When it was on straight and tight the two wires which were imbedded in the tire held the tire in place.

Primarily as a tribute to Harvey Firestone’s ability as a salesman rather than to the superiority of his product Fire stone Rubber Tire Company prospered. By 1898 it had bought out the Imperial Rubber Tire Company and the two shared the bulk of the buggy tire business in Chicago.

Compared to the Rubber Tire Wheel Company of spring field Ohio however the Firestone and Imperial Rubber Tire companies were midgets. Rubber Tire saw what share of the Chicago market the two had and offered to buy them out. The first and several subsequent offers were refused but finally an offer was made which Firestone (and his partners) felt couldn’t be refused. Firestone and Imperial were absorbed by Rubber Tire (which itself was soon absorbed by an even larger operation the Consolidated Rubber Tire Company of New York) and Harvey Firestone became an employee rather than a partner/owner in charge of the Chicago wholesale and retail operations.

But he wasn’t destined to be a company man except in his own company and within a year mild differences of opinion between him and his superiors had become major and he quit returning to Akron with $42000 in cash a patent on a tire mounting process and the determination to be his own boss in the future.

Firestone believed that his patent would be the basis for entering the tire business again on his own. Other tires either came from the factory as circles of rubber or came in rolls and were formed into circles at the dealership. Then they were mounted on the rim by stretching and prying them into place.

Firestone s patent involved the use of wires imbedded in the rubber at the base. The “tire” was laid in the U shaped channel of the rim and then the wires were tightened welded and the excess rubber cut off. It was a good idea but it wasn’t quite as good as one owned by a man named Louis E. Sisler who had improbably abandoned the practice of medicine to become a politician and was at the time the County Auditor for Akron and its environs.

Sisler was aware of Firestone’s background in the tire business and more importantly of his reputation as a sales man. He asked Firestone to have a look at his tire and set up a meeting at his home.
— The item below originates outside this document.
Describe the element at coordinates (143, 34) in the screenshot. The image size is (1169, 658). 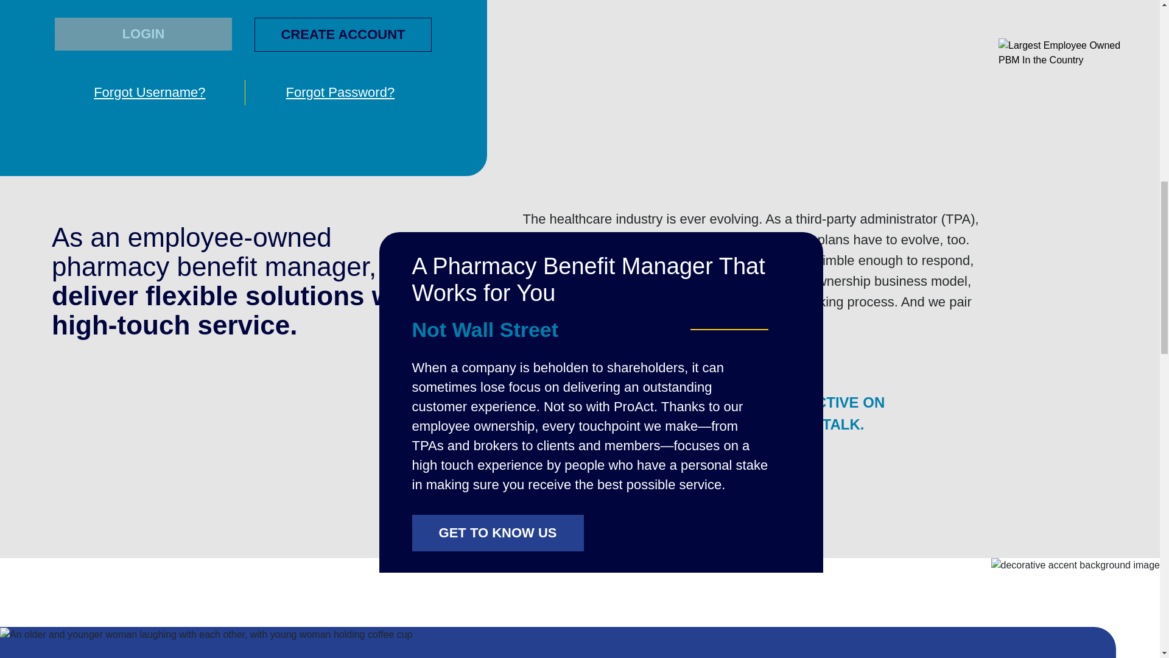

Also present were the man who had invented the tire James A. Swine hart; James Christy Jr. a leather manufacturer who was willing to put money into a business involving the tire providing certain other conditions could be met; and W D. Buckley who worked for Dr. Sisler.

The Swine hart/Sisler/Christy tire was shown and explained to Harvey Firestone. Rubber of a certain consistency was heated (not to the point of vulcanization) and forced through a die like a noodle giving it its general shape. While still warm and soft holes were punched through the base of it from side to side and rubber cross bars of a much stiffer consistency were inserted in the holes a quarter inch crossbar about every three quarters of an inch.

Then the tire and crossbars were vulcanized welding the two together into one body. The tire could be easily held to a wheel rim by running an endless wire over the crossbars.

The metal of the wire would be stretched just a fraction of an inch and the greater tension of the wire really held the tire in place.

Firestone recognized a good idea when he saw one. That night the Swine hart/Sisler/Christy tire died and the Fire stone Tire & Rubber Company manufacturers of the Fire stone Cross Bar tire was bom.

It took them only eight days from the time Harvey Fire stone saw the crossbar tire to complete all the complicated legal preparations for incorporation and to have the charter issued by the state of Ohio.

Firestone put up $10000 and the other men another $10000. He contributed his patent to the company and they contributed the crossbar patent. Firestone received half of the 400 shares of stock (par value $100) and the other men shared the other 200 shares. Firestone went on the payroll not as president (leather man Christy took that title) but as general manager at a salary of $3000 a year.

Swine hart was named vice president and Dr. Sisler became the secretary. Harvey Firestone being Harvey Fire tone however insisted that the man in charge of the money the treasurer be someone in whom he had full faith and trust. Harvey S. Firestone became the treasurer. The Incorporation Charter was dated August 3 1900.